- _RECORD SET_
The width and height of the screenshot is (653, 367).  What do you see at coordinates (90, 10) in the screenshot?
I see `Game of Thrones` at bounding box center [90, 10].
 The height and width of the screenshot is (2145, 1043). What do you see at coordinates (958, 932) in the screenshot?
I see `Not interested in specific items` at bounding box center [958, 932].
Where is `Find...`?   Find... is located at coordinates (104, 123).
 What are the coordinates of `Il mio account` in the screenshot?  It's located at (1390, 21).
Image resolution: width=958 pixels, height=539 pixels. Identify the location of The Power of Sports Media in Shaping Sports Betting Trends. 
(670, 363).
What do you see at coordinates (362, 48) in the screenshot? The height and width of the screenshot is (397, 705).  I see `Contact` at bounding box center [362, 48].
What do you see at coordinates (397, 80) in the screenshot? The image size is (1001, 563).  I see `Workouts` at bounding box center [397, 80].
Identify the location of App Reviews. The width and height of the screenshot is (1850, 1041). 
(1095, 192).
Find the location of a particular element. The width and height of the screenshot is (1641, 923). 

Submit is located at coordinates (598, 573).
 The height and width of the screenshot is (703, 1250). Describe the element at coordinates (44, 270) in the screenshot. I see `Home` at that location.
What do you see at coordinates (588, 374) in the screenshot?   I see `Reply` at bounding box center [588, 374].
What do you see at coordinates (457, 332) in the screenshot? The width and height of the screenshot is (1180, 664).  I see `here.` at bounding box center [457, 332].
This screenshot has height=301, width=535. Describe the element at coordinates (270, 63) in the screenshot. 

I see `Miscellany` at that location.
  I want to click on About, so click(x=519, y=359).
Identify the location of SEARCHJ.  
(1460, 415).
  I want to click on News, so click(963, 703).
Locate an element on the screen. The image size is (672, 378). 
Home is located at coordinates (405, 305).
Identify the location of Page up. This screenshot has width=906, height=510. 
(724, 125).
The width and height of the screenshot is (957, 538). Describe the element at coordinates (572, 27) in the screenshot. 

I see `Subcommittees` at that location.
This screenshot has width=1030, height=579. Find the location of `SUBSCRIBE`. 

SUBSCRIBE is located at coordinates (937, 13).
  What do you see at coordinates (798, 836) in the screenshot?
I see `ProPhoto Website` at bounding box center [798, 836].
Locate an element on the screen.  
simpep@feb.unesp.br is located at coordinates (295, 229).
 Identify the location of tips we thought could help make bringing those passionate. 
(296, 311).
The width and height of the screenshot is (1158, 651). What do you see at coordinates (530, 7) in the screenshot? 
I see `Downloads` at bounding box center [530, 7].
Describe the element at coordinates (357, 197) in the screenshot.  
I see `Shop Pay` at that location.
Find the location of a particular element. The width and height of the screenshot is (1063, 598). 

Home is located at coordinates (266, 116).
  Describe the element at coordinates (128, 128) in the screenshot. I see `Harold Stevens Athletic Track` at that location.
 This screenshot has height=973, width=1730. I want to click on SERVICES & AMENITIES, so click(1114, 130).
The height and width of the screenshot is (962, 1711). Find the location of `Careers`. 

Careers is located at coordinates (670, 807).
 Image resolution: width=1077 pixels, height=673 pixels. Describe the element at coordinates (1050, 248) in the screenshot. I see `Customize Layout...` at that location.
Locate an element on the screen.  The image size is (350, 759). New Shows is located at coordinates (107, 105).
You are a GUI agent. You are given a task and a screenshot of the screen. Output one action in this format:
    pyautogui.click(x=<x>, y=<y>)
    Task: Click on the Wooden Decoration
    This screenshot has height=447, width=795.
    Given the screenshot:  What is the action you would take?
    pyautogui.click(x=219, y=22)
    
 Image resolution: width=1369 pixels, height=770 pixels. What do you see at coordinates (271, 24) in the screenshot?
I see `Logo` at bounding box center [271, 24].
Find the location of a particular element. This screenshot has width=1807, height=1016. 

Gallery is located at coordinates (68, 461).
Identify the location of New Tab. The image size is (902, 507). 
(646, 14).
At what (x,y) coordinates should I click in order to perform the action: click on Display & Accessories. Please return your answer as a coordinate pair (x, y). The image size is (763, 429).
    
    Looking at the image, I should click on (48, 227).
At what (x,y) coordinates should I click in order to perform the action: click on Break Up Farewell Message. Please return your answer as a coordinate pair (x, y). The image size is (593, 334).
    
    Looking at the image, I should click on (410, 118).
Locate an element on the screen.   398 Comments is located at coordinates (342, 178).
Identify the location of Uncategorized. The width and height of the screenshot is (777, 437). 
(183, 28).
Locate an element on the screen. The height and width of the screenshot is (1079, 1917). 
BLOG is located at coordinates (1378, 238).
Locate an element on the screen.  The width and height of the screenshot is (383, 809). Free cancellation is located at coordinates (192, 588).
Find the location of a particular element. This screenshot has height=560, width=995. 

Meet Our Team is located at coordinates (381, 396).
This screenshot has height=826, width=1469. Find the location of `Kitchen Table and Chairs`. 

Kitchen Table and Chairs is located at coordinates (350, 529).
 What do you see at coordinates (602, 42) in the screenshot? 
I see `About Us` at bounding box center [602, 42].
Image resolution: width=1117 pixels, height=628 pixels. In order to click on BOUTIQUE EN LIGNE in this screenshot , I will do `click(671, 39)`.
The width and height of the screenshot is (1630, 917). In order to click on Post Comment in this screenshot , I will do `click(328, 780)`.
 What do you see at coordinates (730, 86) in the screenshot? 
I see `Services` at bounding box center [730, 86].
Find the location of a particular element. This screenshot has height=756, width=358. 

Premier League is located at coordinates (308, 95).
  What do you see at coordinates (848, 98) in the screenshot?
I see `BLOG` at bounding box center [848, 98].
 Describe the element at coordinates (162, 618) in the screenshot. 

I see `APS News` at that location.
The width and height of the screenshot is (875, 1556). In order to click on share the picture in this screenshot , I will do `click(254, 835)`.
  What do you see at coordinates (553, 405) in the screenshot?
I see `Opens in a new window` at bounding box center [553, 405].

- _INSTRUCTIONS TO FOLLOW_
Print again each line of the listing above, exactly as it appears.

- _ANSWER TO THE EXERCISE_
The width and height of the screenshot is (653, 367).  What do you see at coordinates (90, 10) in the screenshot?
I see `Game of Thrones` at bounding box center [90, 10].
 The height and width of the screenshot is (2145, 1043). What do you see at coordinates (958, 932) in the screenshot?
I see `Not interested in specific items` at bounding box center [958, 932].
Where is `Find...`?   Find... is located at coordinates (104, 123).
 What are the coordinates of `Il mio account` in the screenshot?  It's located at (1390, 21).
Image resolution: width=958 pixels, height=539 pixels. Identify the location of The Power of Sports Media in Shaping Sports Betting Trends. 
(670, 363).
What do you see at coordinates (362, 48) in the screenshot? The height and width of the screenshot is (397, 705).  I see `Contact` at bounding box center [362, 48].
What do you see at coordinates (397, 80) in the screenshot? The image size is (1001, 563).  I see `Workouts` at bounding box center [397, 80].
Identify the location of App Reviews. The width and height of the screenshot is (1850, 1041). 
(1095, 192).
Find the location of a particular element. The width and height of the screenshot is (1641, 923). 

Submit is located at coordinates (598, 573).
 The height and width of the screenshot is (703, 1250). Describe the element at coordinates (44, 270) in the screenshot. I see `Home` at that location.
What do you see at coordinates (588, 374) in the screenshot?   I see `Reply` at bounding box center [588, 374].
What do you see at coordinates (457, 332) in the screenshot? The width and height of the screenshot is (1180, 664).  I see `here.` at bounding box center [457, 332].
This screenshot has height=301, width=535. Describe the element at coordinates (270, 63) in the screenshot. 

I see `Miscellany` at that location.
  I want to click on About, so click(x=519, y=359).
Identify the location of SEARCHJ.  
(1460, 415).
  I want to click on News, so click(963, 703).
Locate an element on the screen. The image size is (672, 378). 
Home is located at coordinates (405, 305).
Identify the location of Page up. This screenshot has width=906, height=510. 
(724, 125).
The width and height of the screenshot is (957, 538). Describe the element at coordinates (572, 27) in the screenshot. 

I see `Subcommittees` at that location.
This screenshot has width=1030, height=579. Find the location of `SUBSCRIBE`. 

SUBSCRIBE is located at coordinates (937, 13).
  What do you see at coordinates (798, 836) in the screenshot?
I see `ProPhoto Website` at bounding box center [798, 836].
Locate an element on the screen.  
simpep@feb.unesp.br is located at coordinates (295, 229).
 Identify the location of tips we thought could help make bringing those passionate. 
(296, 311).
The width and height of the screenshot is (1158, 651). What do you see at coordinates (530, 7) in the screenshot? 
I see `Downloads` at bounding box center [530, 7].
Describe the element at coordinates (357, 197) in the screenshot.  
I see `Shop Pay` at that location.
Find the location of a particular element. The width and height of the screenshot is (1063, 598). 

Home is located at coordinates (266, 116).
  Describe the element at coordinates (128, 128) in the screenshot. I see `Harold Stevens Athletic Track` at that location.
 This screenshot has height=973, width=1730. I want to click on SERVICES & AMENITIES, so click(1114, 130).
The height and width of the screenshot is (962, 1711). Find the location of `Careers`. 

Careers is located at coordinates (670, 807).
 Image resolution: width=1077 pixels, height=673 pixels. Describe the element at coordinates (1050, 248) in the screenshot. I see `Customize Layout...` at that location.
Locate an element on the screen.  The image size is (350, 759). New Shows is located at coordinates (107, 105).
You are a GUI agent. You are given a task and a screenshot of the screen. Output one action in this format:
    pyautogui.click(x=<x>, y=<y>)
    Task: Click on the Wooden Decoration
    This screenshot has height=447, width=795.
    Given the screenshot:  What is the action you would take?
    pyautogui.click(x=219, y=22)
    
 Image resolution: width=1369 pixels, height=770 pixels. What do you see at coordinates (271, 24) in the screenshot?
I see `Logo` at bounding box center [271, 24].
Find the location of a particular element. This screenshot has width=1807, height=1016. 

Gallery is located at coordinates (68, 461).
Identify the location of New Tab. The image size is (902, 507). 
(646, 14).
At what (x,y) coordinates should I click in order to perform the action: click on Display & Accessories. Please return your answer as a coordinate pair (x, y). The image size is (763, 429).
    
    Looking at the image, I should click on (48, 227).
At what (x,y) coordinates should I click in order to perform the action: click on Break Up Farewell Message. Please return your answer as a coordinate pair (x, y). The image size is (593, 334).
    
    Looking at the image, I should click on (410, 118).
Locate an element on the screen.   398 Comments is located at coordinates (342, 178).
Identify the location of Uncategorized. The width and height of the screenshot is (777, 437). 
(183, 28).
Locate an element on the screen. The height and width of the screenshot is (1079, 1917). 
BLOG is located at coordinates (1378, 238).
Locate an element on the screen.  The width and height of the screenshot is (383, 809). Free cancellation is located at coordinates (192, 588).
Find the location of a particular element. This screenshot has height=560, width=995. 

Meet Our Team is located at coordinates (381, 396).
This screenshot has height=826, width=1469. Find the location of `Kitchen Table and Chairs`. 

Kitchen Table and Chairs is located at coordinates (350, 529).
 What do you see at coordinates (602, 42) in the screenshot? 
I see `About Us` at bounding box center [602, 42].
Image resolution: width=1117 pixels, height=628 pixels. In order to click on BOUTIQUE EN LIGNE in this screenshot , I will do `click(671, 39)`.
The width and height of the screenshot is (1630, 917). In order to click on Post Comment in this screenshot , I will do `click(328, 780)`.
 What do you see at coordinates (730, 86) in the screenshot? 
I see `Services` at bounding box center [730, 86].
Find the location of a particular element. This screenshot has height=756, width=358. 

Premier League is located at coordinates (308, 95).
  What do you see at coordinates (848, 98) in the screenshot?
I see `BLOG` at bounding box center [848, 98].
 Describe the element at coordinates (162, 618) in the screenshot. 

I see `APS News` at that location.
The width and height of the screenshot is (875, 1556). In order to click on share the picture in this screenshot , I will do `click(254, 835)`.
  What do you see at coordinates (553, 405) in the screenshot?
I see `Opens in a new window` at bounding box center [553, 405].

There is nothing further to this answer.